Being regularly outnumbered in public debates is often what makes Prof Bofinger such an interesting voice.

He ensures that the press conferences of the German Council of Economic Experts (Sachverständigenrat) are always good value. The events commence with a cool air of professorial civility but eventually descend into a shouting match, where Prof Bofinger happily contradicts his four colleagues on almost everything they say.

From euro bonds to an EU probe of Germany’s trade surplus, Prof Bofinger has been in favour while his colleagues thunderous in their condemnation.

Most recently, Prof Bofinger backed a statutory minimum wage of €8.50, describing it an overdue step to drive domestic demand and address concerns of Germany’s neighbours over its trade surplus.
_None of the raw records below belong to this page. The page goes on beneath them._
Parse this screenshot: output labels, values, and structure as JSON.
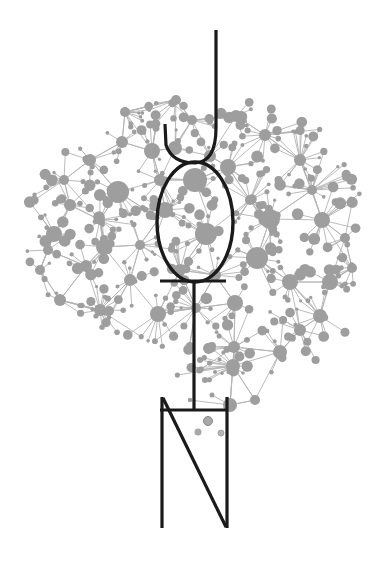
{
  "illustration": {
    "subject": "network-node brain with line-drawn figure overlay",
    "colors": {
      "background": "#ffffff",
      "node": "#9e9e9e",
      "edge": "#b3b3b3",
      "ink": "#1a1a1a"
    },
    "hubs": [
      [
        118,
        192,
        11
      ],
      [
        195,
        180,
        12
      ],
      [
        206,
        234,
        11
      ],
      [
        152,
        151,
        8
      ],
      [
        257,
        258,
        11
      ],
      [
        270,
        219,
        10
      ],
      [
        228,
        167,
        8
      ],
      [
        54,
        234,
        8
      ],
      [
        104,
        247,
        8
      ],
      [
        165,
        210,
        8
      ],
      [
        235,
        303,
        8
      ],
      [
        158,
        314,
        8
      ],
      [
        322,
        220,
        8
      ],
      [
        290,
        282,
        8
      ],
      [
        330,
        282,
        8
      ],
      [
        86,
        266,
        6
      ],
      [
        320,
        316,
        7
      ],
      [
        280,
        352,
        7
      ],
      [
        233,
        366,
        7
      ],
      [
        234,
        347,
        6
      ],
      [
        210,
        156,
        6
      ],
      [
        175,
        148,
        7
      ],
      [
        122,
        142,
        6
      ],
      [
        90,
        160,
        6
      ],
      [
        70,
        205,
        6
      ],
      [
        40,
        270,
        5
      ],
      [
        60,
        300,
        6
      ],
      [
        100,
        310,
        6
      ],
      [
        130,
        280,
        6
      ],
      [
        192,
        120,
        5
      ],
      [
        125,
        112,
        5
      ],
      [
        176,
        100,
        5
      ],
      [
        236,
        116,
        6
      ],
      [
        265,
        135,
        6
      ],
      [
        300,
        160,
        6
      ],
      [
        312,
        190,
        5
      ],
      [
        345,
        238,
        5
      ],
      [
        352,
        268,
        5
      ],
      [
        300,
        330,
        6
      ],
      [
        255,
        400,
        5
      ],
      [
        230,
        405,
        7
      ],
      [
        196,
        308,
        5
      ],
      [
        180,
        270,
        6
      ],
      [
        215,
        275,
        6
      ],
      [
        140,
        245,
        5
      ],
      [
        160,
        180,
        6
      ],
      [
        100,
        220,
        5
      ],
      [
        64,
        180,
        5
      ],
      [
        48,
        250,
        5
      ],
      [
        250,
        200,
        5
      ]
    ],
    "scatter_seed": 42,
    "satellite_count": 420,
    "figure": {
      "hook_top": [
        216,
        30
      ],
      "hook_left_tip": [
        165,
        124
      ],
      "oval": {
        "cx": 195,
        "cy": 222,
        "rx": 38,
        "ry": 60
      },
      "crossbar_y": 281,
      "stem_x": 194,
      "base": {
        "left_x": 160,
        "right_x": 228,
        "top_y": 397,
        "crossbar_y": 410,
        "bottom_y": 528
      }
    }
  }
}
His “wise men” colleagues (including one woman) disagreed, dubbing the minimum wage a “social political experiment with uncertain outcome”.

Prof Bofinger rubbished such claims in their November 2014 report, saying that a minimum wage was standard practice across Europe and that the €8.50 rate put Germany firmly in the mid-range.
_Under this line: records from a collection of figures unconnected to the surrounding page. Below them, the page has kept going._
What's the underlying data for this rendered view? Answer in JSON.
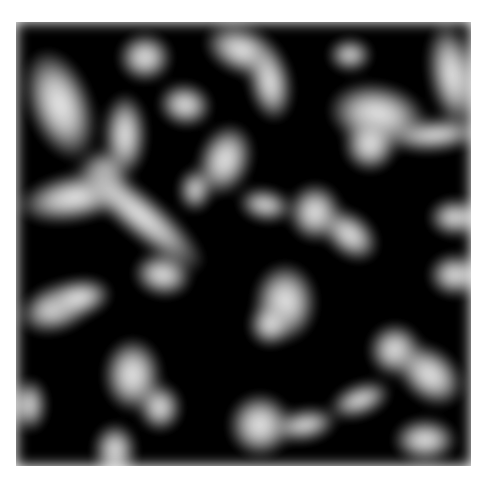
{
  "image": {
    "description": "Grayscale microscopy-like texture of bright worm-like blobs on a black background",
    "background_color": "#050505",
    "blob_color": "#e6e6e6",
    "frame": {
      "left": 16,
      "top": 22,
      "width": 455,
      "height": 444
    },
    "blobs": [
      {
        "x": 30,
        "y": 50,
        "w": 60,
        "h": 110,
        "r": -20
      },
      {
        "x": 120,
        "y": 35,
        "w": 50,
        "h": 45,
        "r": 0
      },
      {
        "x": 205,
        "y": 28,
        "w": 75,
        "h": 45,
        "r": 20
      },
      {
        "x": 250,
        "y": 45,
        "w": 40,
        "h": 75,
        "r": -10
      },
      {
        "x": 330,
        "y": 40,
        "w": 40,
        "h": 30,
        "r": 0
      },
      {
        "x": 430,
        "y": 25,
        "w": 45,
        "h": 100,
        "r": -10
      },
      {
        "x": 330,
        "y": 85,
        "w": 95,
        "h": 60,
        "r": 10
      },
      {
        "x": 345,
        "y": 120,
        "w": 50,
        "h": 50,
        "r": 0
      },
      {
        "x": 390,
        "y": 120,
        "w": 90,
        "h": 30,
        "r": -5
      },
      {
        "x": 105,
        "y": 95,
        "w": 40,
        "h": 80,
        "r": 0
      },
      {
        "x": 160,
        "y": 85,
        "w": 50,
        "h": 40,
        "r": 10
      },
      {
        "x": 200,
        "y": 125,
        "w": 50,
        "h": 70,
        "r": 20
      },
      {
        "x": 85,
        "y": 150,
        "w": 40,
        "h": 50,
        "r": -30
      },
      {
        "x": 20,
        "y": 175,
        "w": 110,
        "h": 45,
        "r": -10
      },
      {
        "x": 60,
        "y": 195,
        "w": 160,
        "h": 40,
        "r": 40
      },
      {
        "x": 135,
        "y": 255,
        "w": 55,
        "h": 40,
        "r": 10
      },
      {
        "x": 240,
        "y": 190,
        "w": 50,
        "h": 30,
        "r": 10
      },
      {
        "x": 290,
        "y": 185,
        "w": 50,
        "h": 55,
        "r": 0
      },
      {
        "x": 320,
        "y": 215,
        "w": 60,
        "h": 40,
        "r": 40
      },
      {
        "x": 430,
        "y": 200,
        "w": 50,
        "h": 35,
        "r": 0
      },
      {
        "x": 430,
        "y": 255,
        "w": 50,
        "h": 40,
        "r": 0
      },
      {
        "x": 255,
        "y": 265,
        "w": 60,
        "h": 75,
        "r": 0
      },
      {
        "x": 250,
        "y": 305,
        "w": 40,
        "h": 40,
        "r": 0
      },
      {
        "x": 20,
        "y": 285,
        "w": 75,
        "h": 45,
        "r": -20
      },
      {
        "x": 50,
        "y": 280,
        "w": 60,
        "h": 35,
        "r": -10
      },
      {
        "x": 105,
        "y": 340,
        "w": 55,
        "h": 70,
        "r": 0
      },
      {
        "x": 140,
        "y": 385,
        "w": 40,
        "h": 45,
        "r": 0
      },
      {
        "x": 15,
        "y": 380,
        "w": 30,
        "h": 50,
        "r": 0
      },
      {
        "x": 370,
        "y": 325,
        "w": 50,
        "h": 50,
        "r": 0
      },
      {
        "x": 395,
        "y": 350,
        "w": 70,
        "h": 50,
        "r": 40
      },
      {
        "x": 230,
        "y": 395,
        "w": 60,
        "h": 60,
        "r": 0
      },
      {
        "x": 275,
        "y": 410,
        "w": 60,
        "h": 30,
        "r": -10
      },
      {
        "x": 330,
        "y": 385,
        "w": 60,
        "h": 30,
        "r": -20
      },
      {
        "x": 95,
        "y": 425,
        "w": 40,
        "h": 50,
        "r": 0
      },
      {
        "x": 395,
        "y": 420,
        "w": 60,
        "h": 40,
        "r": 0
      },
      {
        "x": 180,
        "y": 170,
        "w": 30,
        "h": 40,
        "r": 0
      }
    ]
  }
}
Two months into the new minimum-wage regime, the sky has yet to fall.

But employer groups and the business wing of the ruling Christian Democratic Union (CDU) are still on the war-path, attacking the minimum wage as overly bureaucratic for demanding, among other things, that employers document the hours their employees work.
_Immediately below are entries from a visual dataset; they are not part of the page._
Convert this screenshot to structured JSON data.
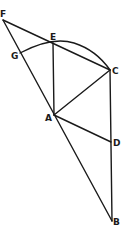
{
  "diagram": {
    "points": {
      "F": {
        "label": "F",
        "x": 3,
        "y": 20,
        "lx": 0,
        "ly": 17
      },
      "G": {
        "label": "G",
        "x": 20,
        "y": 53,
        "lx": 11,
        "ly": 59
      },
      "E": {
        "label": "E",
        "x": 53,
        "y": 43,
        "lx": 50,
        "ly": 40
      },
      "C": {
        "label": "C",
        "x": 110,
        "y": 70,
        "lx": 112,
        "ly": 74
      },
      "A": {
        "label": "A",
        "x": 54,
        "y": 115,
        "lx": 45,
        "ly": 121
      },
      "D": {
        "label": "D",
        "x": 111,
        "y": 142,
        "lx": 113,
        "ly": 146
      },
      "B": {
        "label": "B",
        "x": 112,
        "y": 221,
        "lx": 113,
        "ly": 225
      }
    },
    "segments": [
      [
        "F",
        "C"
      ],
      [
        "F",
        "B"
      ],
      [
        "E",
        "A"
      ],
      [
        "A",
        "C"
      ],
      [
        "A",
        "D"
      ],
      [
        "C",
        "B"
      ]
    ],
    "arc": {
      "from": "G",
      "through": "E",
      "to": "C"
    }
  }
}
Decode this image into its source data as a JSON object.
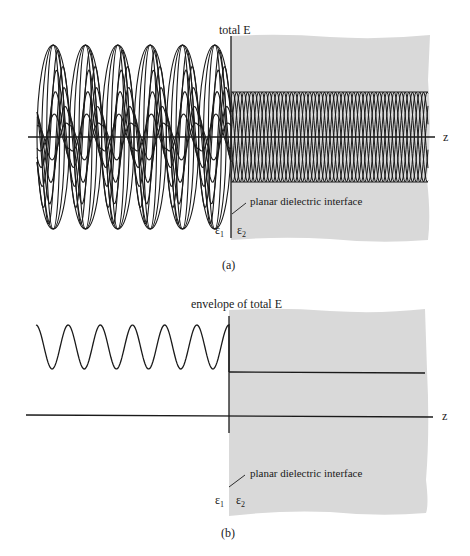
{
  "panel_a": {
    "y_label": "total E",
    "axis_label": "z",
    "interface_label": "planar dielectric interface",
    "eps1": "ε",
    "eps1_sub": "1",
    "eps2": "ε",
    "eps2_sub": "2",
    "caption": "(a)",
    "left_lobes": 6,
    "region2_color": "#d9d9d9"
  },
  "panel_b": {
    "y_label": "envelope of total E",
    "axis_label": "z",
    "interface_label": "planar dielectric interface",
    "eps1": "ε",
    "eps1_sub": "1",
    "eps2": "ε",
    "eps2_sub": "2",
    "caption": "(b)",
    "envelope_cycles": 6,
    "region2_color": "#d9d9d9"
  }
}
Their concerns, reflected extensively in the media, are not shared by 86 per cent of Germans who consider the €8.50 pay floor a good idea, according to a survey conducted this week by the Infratest Dimap agency.

“I said the minimum wage would work, the others said it would cause 1 million extra jobless yet the minimum wage is here and the jobless rate is dropping,” said Prof Bofinger. “The majority were wrong and the minority opinion right but you can’t get that into the media here.”

Considering how often they disagree – the four “wise men” suggested last week, without him, that the euro zone might be stronger without Greece – it was striking when Prof Bofinger agreed with their criticism of ECB quantitative easing (QE).

The Würzburg professor says he has a lot of respect for the ECB crisis management to date and for president Mario Draghi. But flagging dates and quantities of bond purchases brought Draghi into a classic Zugzwang and forced him to move.

“If I were Draghi I would have made the announcement, then said it was on standby and ready to use but that the private sector had bought up enough so there was no need for a large-scale ECB intervention.

“Even the number – €1.1 trillion – makes no sense because it dates from a time in 2012 when the banks were completely insecure.”

The ECB decision has undermined further already dwindling confidence in the central bank and the euro among Germany’s middle classes, he warns.

Corrosive

Unlike most of their EU neighbours, Germans are more likely to finance for retirement with savings, pensions and other funds rather than investing in property. Even in a low-inflation era Germans view low interest rates as a creeping disappropriation, says Prof Bofinger, with a corrosive effect both on their savings and on confidence towards the responsible institution.

“Because I hold the ECB in high esteem I don’t like to see how QE has spread dissatisfaction through the German middle classes.”

As a proponent of the more aggressive crisis approach adopted by the Federal Reserve and Bank of England, he says it is of little help that the ECB's crisis strategy has been conservative by international standards. Ever the contrarian, the Würzburg economist suggests the time has come for the bank to surprise everyone and adopt a more bold strategy.

“We have a fundamental problem today with the philosophy that central banks have to be calculable, that markets have to understand them.

“Wrong: I think markets should be afraid of central banks and know little else about them and how they act apart, except that they have deep pockets and a long-term mission.”